Non-Z Skylake Overclocking: Too Many Drawbacks, Say Major Mainboard Vendors

Desktop enthusiasts rejoiced when Dhenzhen was the first to show the non-K overclocking capabilities on the SuperMicro H170 motherboard last month. Since then, all major motherboard vendors have released non-K overclocking BIOSes in public. Most of the vendors stick to the Z170 chipset for overclocking purposes, however. But the typically premium priced Z-chipset does not really comply with a cheap and overclockable Core i3. Tom's Hardware looked into why there are almost no B/C/H/Q-chipset motherboards for overclocking.

"With the exception of the Z170 PCH, chipsets created by Intel for the LGA1151 socket often don’t give users voltage control of several key pieces of hardware, such as the CPU, and lack several other overclocking-related features such as multiplier control, base clock control, Vdroop, load-line calibration and others. This is partially because these features are not supported on non-overclocking chipsets by design, but it’s mostly because many of these features aren’t particularly useful if you can’t overclock, so motherboard OEMs don't waste their resources implementing them.

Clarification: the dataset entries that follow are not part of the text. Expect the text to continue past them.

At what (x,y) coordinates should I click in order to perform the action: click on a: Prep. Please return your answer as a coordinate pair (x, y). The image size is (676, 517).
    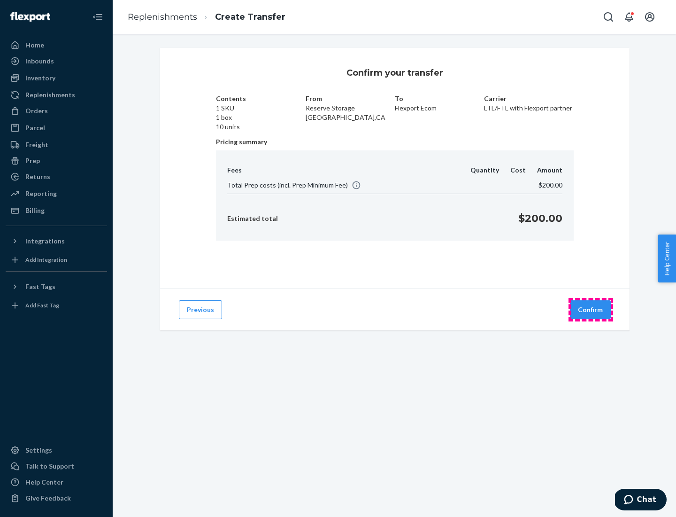
    Looking at the image, I should click on (56, 161).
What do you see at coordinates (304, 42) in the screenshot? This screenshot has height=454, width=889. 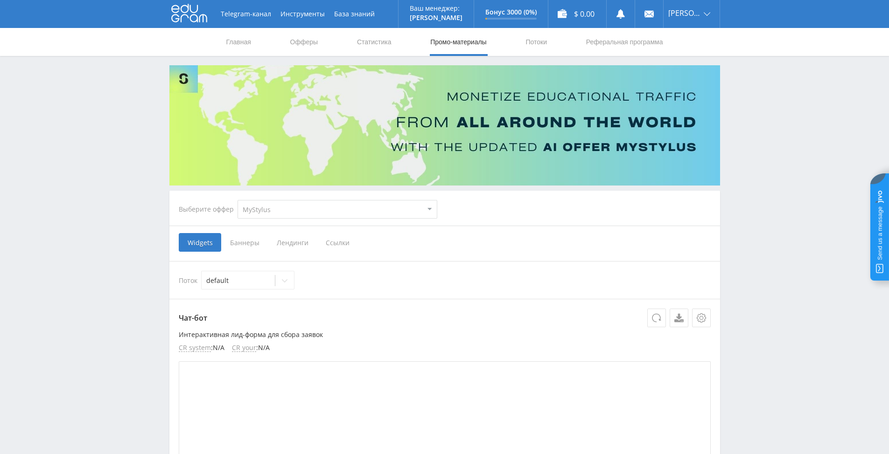 I see `a: Офферы` at bounding box center [304, 42].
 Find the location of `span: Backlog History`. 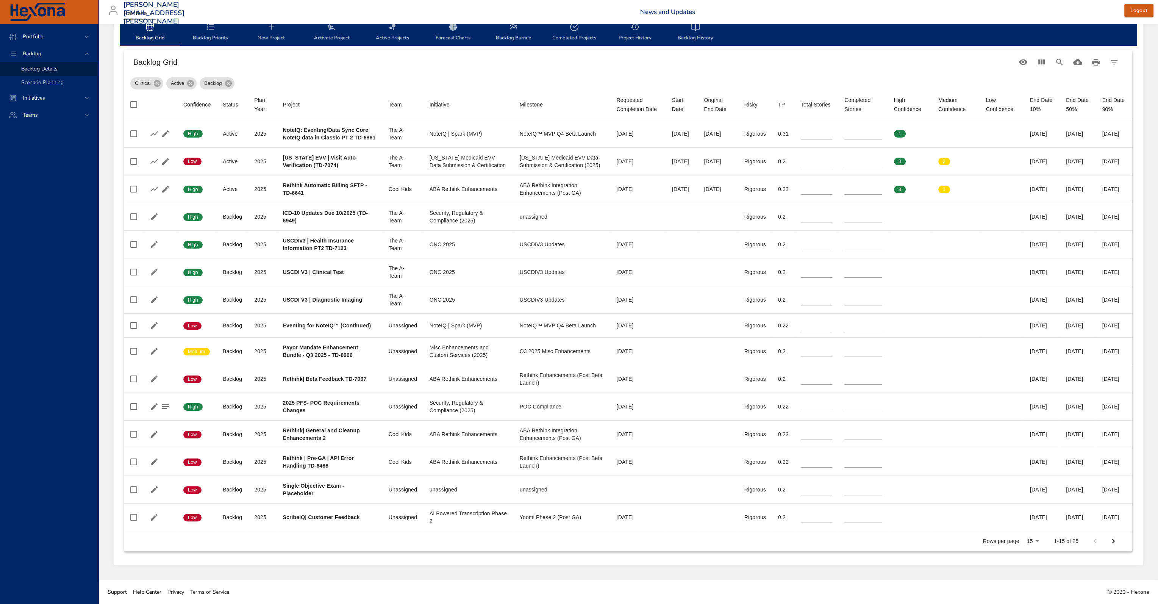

In order to enable overclocking on a chipset like H170 or B150, hardware modifications and firmware support for these features must be added. Motherboard OEMs can make these changes, but it has the side effect of disabling several other features. Asus, ASRock and MSI told us that non-Z170 chipsets modified to enable overclocking will lose Hyper-Threading support and will be unable to use C-states to reduce voltage and power consumption when the system is idling. "

In particular the loss of hyper-threading seems to be a major drawback, provided overclocking is pointless for Core i3, Core i5 and Xeon processors. When enquiring the various motherboard manufacturers, it appears that ASUS, GIGABYTE and MSI indicated to have no interest in building non-Z overclocking motherboards because the drawbacks are too much. ASRock already launched a couple of motherboards and said it's meeting customer demand by doing so. Supermicro had already launched a motherboard using the H170 chipset which supports overclocking without losing the support for hyper-threading.